Gosh, this is an awful thing for your previous therapist to have done to you. I initially misread the OP and thought you meant that a massage therapist had inappropriately touched you, and it was still very clear to me that they were 100% in the wrong. I've now read all of your posts properly and it's even worse that a therapist who had no cause to be touching you at all, touched you below your breasts! The touching on the face, kissing and I love you's are also so far beyond inappropriate I'm struggling express that to you.
She would say her boundaries were really poor with me and it wasn't like that with others and get quite aggressive, like it was my fault. Almost like "look what you made me do".

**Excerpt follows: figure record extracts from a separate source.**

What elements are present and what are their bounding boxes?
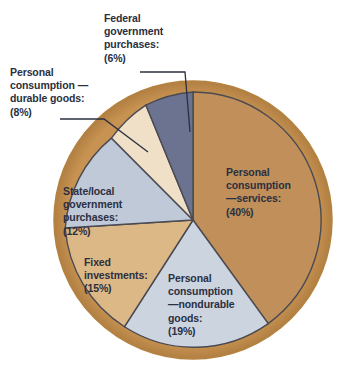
slice-label-fixed: Fixed investments: (15%) xyxy=(84,256,168,296)
slice-label-services: Personal consumption —services: (40%) xyxy=(226,166,314,219)
pie-chart-figure: Federal government purchases: (6%) Perso… xyxy=(0,0,354,377)
slice-label-nondurable: Personal consumption —nondurable goods: … xyxy=(168,272,260,338)
slice-label-statelocal: State/local government purchases: (12%) xyxy=(63,185,159,238)
slice-label-federal: Federal government purchases: (6%) xyxy=(104,12,200,65)
slice-label-durable: Personal consumption — durable goods: (8… xyxy=(10,66,114,119)
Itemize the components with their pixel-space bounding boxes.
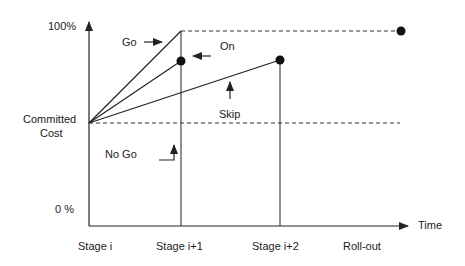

If this were a man, you would I think be more readily able to accept that this was clearly abusive and inappropriate for a therapist to say to her client. Therapists have supervision (therapy with a more experienced professional) which is the place where she should take any feelings she had for you or about you "making" her do things. If she "couldn't control herself around you" (yuck), she should have referred you to another therapist and terminated her therapeutic and any personal relationship with you. Under no circumstances is any of what she did ever ok in a therapeutic relationship.
If somebody told me what I'm talking about on this thread, I would definitely judge the person. I wouldn't say it but I would automatically think they were very vulnerable and wonder what else had been happening to have created a situation where they did not walk away when the first red flags were displayed.
I would wonder what had happened earlier in their life, why they didn't have a proper fully functioning 'shark cage' at that time.
Is it really that awful if your new therapist thinks this about you? You were very vulnerable when you were in a room with a therapist, bringing up and processing memories of things that had happened to you in the past. We all are - I've done therapy and it's fucking hard, and it's fucking vulnerable too, you have to be prepared to be vulnerable in front of a therapist to a certain extent, otherwise there's no point in seeing one. That's one reason why it's on the therapist, not on you, to maintain professional boundaries and code of conduct. They exist for a reason. You have had things happen to you earlier on in your life that contributed to you being vulnerable to a sexual predator of a therapist, particularly when you were in therapy to discuss those things and process them!
Falling for your therapist is more common than you think, and again, the onus is on your therapist to handle that if you brought it up. I really want to be friends with my therapist, and I think we would get along very well, but I am confident that if I tried to be friends with her outside of therapy 1) it would be really problematic for my therapy, and 2) she would rightly gently say no, because it's inappropriate - she's my therapist, and as such knows things about me that I might not have chosen to tell a friend, particularly a new one, and the therapist-client relationship would make it impossible to have a normal friendship. I trust that she has those boundaries, and we should all be able to trust our therapists to have those boundaries too.
An ex friend of mine is a counsellor and she took on a mutual friend of ours against therapeutic guidelines. Mutual friend ended up closer friends with her, spending far more time together and doing a lot of unpaid labour for her. Needless to say it ultimately didn't end well, because the therapeutic relationship should not be mixed with a friendship or a romantic relationship, and it is always the therapist's job to hold those lines.